Tackling Oil Spillage: Committee there, but only on paper
A high-powered national committee, formed to tackle oil or chemical spills along the shipping routes, has failed miserably to respond to the recent oil spill in the Meghna.
The failure laid bare the committee's sheer apathy and a lack of preparedness for such incidents.
The Meghna spill was the first since the committee was formed in 2020, and the biggest in the country so far.
The 24-member National Committee on Oil and Chemical Spillage (NOCS), led by the secretary of the environment, forest and climate change ministry, was supposed to act swiftly as per the National Contingency Plan in case of any oil or chemical spill.
However, the spill exposed that the NOCS is not even aware of the terms of references. Add to that, it had no coordination or preparation in tackling the marine accident, even two years into its formation, DoE sources said.
After the December 24 Meghna oil spill, the committee, according to its stated responsibilities, was supposed to hold emergency meetings, select on-scene commanders, alert relevant government agencies, mobilise resources to contain the spilled oil, provide technical support and engage environmental scientists to assess the damage.

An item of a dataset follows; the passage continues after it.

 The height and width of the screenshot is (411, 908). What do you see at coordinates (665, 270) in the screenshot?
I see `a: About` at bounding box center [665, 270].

But the committee met 10 long days after the country's biggest oil spill, in which an estimated 12 lakh litres seeped into the river.
Instead, the Bangladesh Coast Guard were the first responders to the disaster and conducted the entire operation to remove oil, and lift and tow away the vessel, after it came to know about the incident from its patrol team.

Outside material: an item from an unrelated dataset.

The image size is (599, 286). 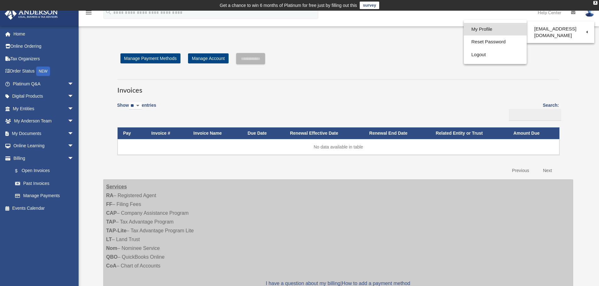 I want to click on a: Tax Organizers, so click(x=44, y=59).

Officials of the Department of Environment, whose director general was made the committee's member-secretary, showed up at the site 24 hours after the incident.
The NOCS was formed 10 years after Bangladesh in 2010 signed a Memorandum of Understanding as part of a regional agreement among five countries -- India, Pakistan, Maldives, Sri Lanka and Bangaldesh.
The aim of the agreement is to ensure collective response in case of any major spill of hydrocarbon product being transported along shipping routes.
KM Shafiul Kinjal, coast guard officer and supervisor of the rescue and oil removal operation, told The Daily Star that once they were informed about the spill by their patrol team, they rushed to the spot with the necessary equipment on their own.
"We did not get any instruction from any other organisations in this regard."
Though the Coast Guard claims to have scooped up two lakh litres of oil, the SHR Navigation Company, which owns the oil tanker, tells a different story.
Mahtabur Rahman, executive director (finance and admin) of the company, told The Daily Star that only 476.94 litres (three barrels) out of 12.38 lakh litres of oil could be recovered.
Most of the oil had deposited into the riverbed, he apprehended.
Asked whether they had an emergency action plan approved by the DoE for tackling such spills, he said he was not even aware that something like that exists.
Farhina Ahmed, secretary of the environment ministry and the central contact personnel of the NOCS, did not respond to calls or text messages for comments.
Speaking to The Daily Star, Sanjay Kumar Bhowmik, additional secretary (environment) of the ministry, claimed their works are ongoing.
Regarding the NOCS's actions, he said they held a meeting recently after the Meghna oil spill.
"Though they [the NOCS] are supposed to hold meetings once every fourth months, they could not do that. But we [the ministry] are providing secretarial service to the committee. In the meantime, we have formed a separate 20-member committee to assess the damages in the Meghna."
About the progress of the national contingency plan, which tasks the environment ministry with coordinating and mobilising resources, ensuring training and logistics, and establishing a dedicated cell to deal with such spills, he said these mechanisms could not be established yet.
"This will take time."
Md Maruf Hossain, professor of Institute of Marine Science and Fisheries in Chattogram University who drafted the final contingency plan, told The Daily Star that the key steps he suggested were omitted from the plan that the government gazetted.
"I suggested a Marine Pollution Control Authority, which neighbouring countries have established. We have many organisations but no action on the ground at all."
After the massive oil spill in the Shela river near the Sundarbans in 2014, the UNESCO made 10 recommendations, including the formation of a dedicated marine authority to better manage spill incidents and strengthening of the inland vessel management, vessel spacing and navigational restrictions in line with the international practice.
With 90 percent of the country's trade happening through the shipping routes, the coastal and marine areas of Bangladesh are always at a risk of marine accidents.
"We, however, seem to have no preparedness in that regard," Maruf observed.
Meanwhile on Tuesday, another vessel carrying 500 tonnes of fertiliser sank in the Mongla river. And once again, the NOCS has remained ignorant and inactive.